Help! I'm being promoted!
Employees understand that the organization is luring them with money and seniority only to make them slog harder
A few years ago, a Vice President at a Fortune 500 Company applied for an internal posting. He’d been in his role for two very successful years and was being considered for some very high-impact projects. But, soon confusion followed as the position he had applied for was one level lower than his current one! Some thought it was a practical joke, while others shook their heads in disbelief. In some places, there was outright alarm. He’s creating a bottleneck in the overall career progression process! It’s a bad precedent. Can high-performers now also aspire for demotions? The sarcasm flowed.
Promotion is presumed to be one of the biggest reasons why people enter and stay in the workforce. The lure of more money, better benefits, bigger ego…that irresistible list goes on! On the other hand, leaders too believe that promoting an employee is the natural and logical recognition for good work, professional growth and career aspirations. And they’re not entirely wrong!
Opportunities to move up the hierarchy are usually looked forward to quite eagerly by everyone. When will that incumbent move on? When will the company expand its footprint so that we can pitch for positions that become available? The process of filling these positions varies from organization to organization. But the underlying belief–not unfounded–is that promotions are coveted and demotions are punishments, shameful and akin to flunking a year in school.
Interestingly enough, refusing a promotion, or indeed seeking a lower position, and compensation, is not uncommon. And there are many reasons for it:
Not everyone, honestly, feels ready for a bigger job. In the glare of all the goodies– social and financial–only a few enlightened ones can see their own reality. Pushed by eager mentors and patrons, they stretch, reach and eventually scramble into their bigger role. Circumstances too push leaders to make hurried hiring decisions by taking shortcuts in the selection process.

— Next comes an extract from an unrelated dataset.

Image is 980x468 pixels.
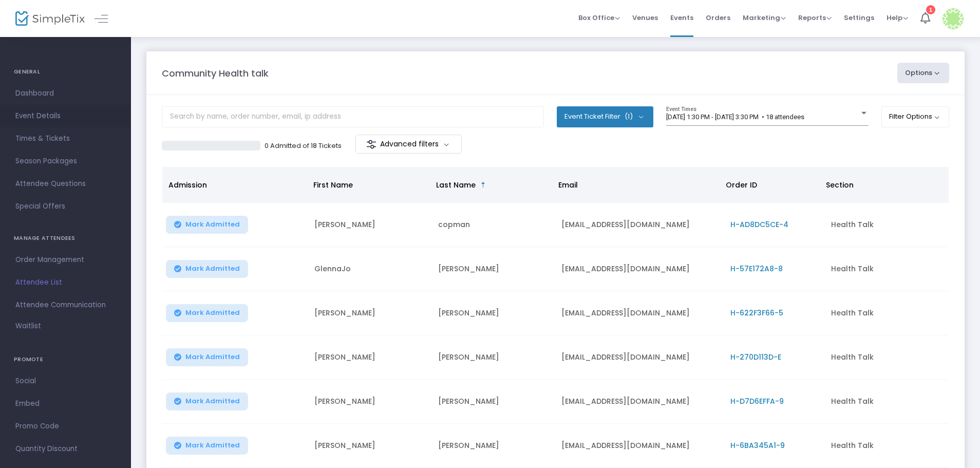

More responsibility = more stress: And that’s a trade off. For some, it is just not worth it. They’d rather spend their money on holidays, gadgets, hobbies, instead of stress medications – or sorbitrates. The additional stress is never in proportion to the additional money – it’s always significantly more!
Linked with relocation: When organizations open up new positions as they grow, there’s a good chance these are located in new geographies, which can now justify a senior leader. Except, that the eligible people may have kids in school, a spouse in a non-transferable job, aging parents they cannot be too far away from… Nah!
Family time is sacrosanct: When asked, the VP provided this as his single reason. In his role, he was travelling so extensively that he was not spending enough time with his wife and daughter. His exact words were, “My daughter will never be 6-years old again!” In our corporate busyness, we tend to forget these tender little things.
Not fitting in with their ‘larger life’: It is a life they are not willing to sacrifice for anything. The social communities they inhabit provide them with more than enough engagement. Money – already a priority lower down the pecking order – just got lower. They understand that the very organization that is luring them with money and seniority is only doing so to make them slog harder. Only to reengineer them as soon as the next recession hits! It’s simply not worth it.
Whatever the reasons, there is a population that makes the choice to stay put. There’s no shame in it – certainly not to these individuals. Is it a good thing? For those who make the choice, yes; for their leaders maybe, maybe not. Possibly an underlying trend waiting to emerge.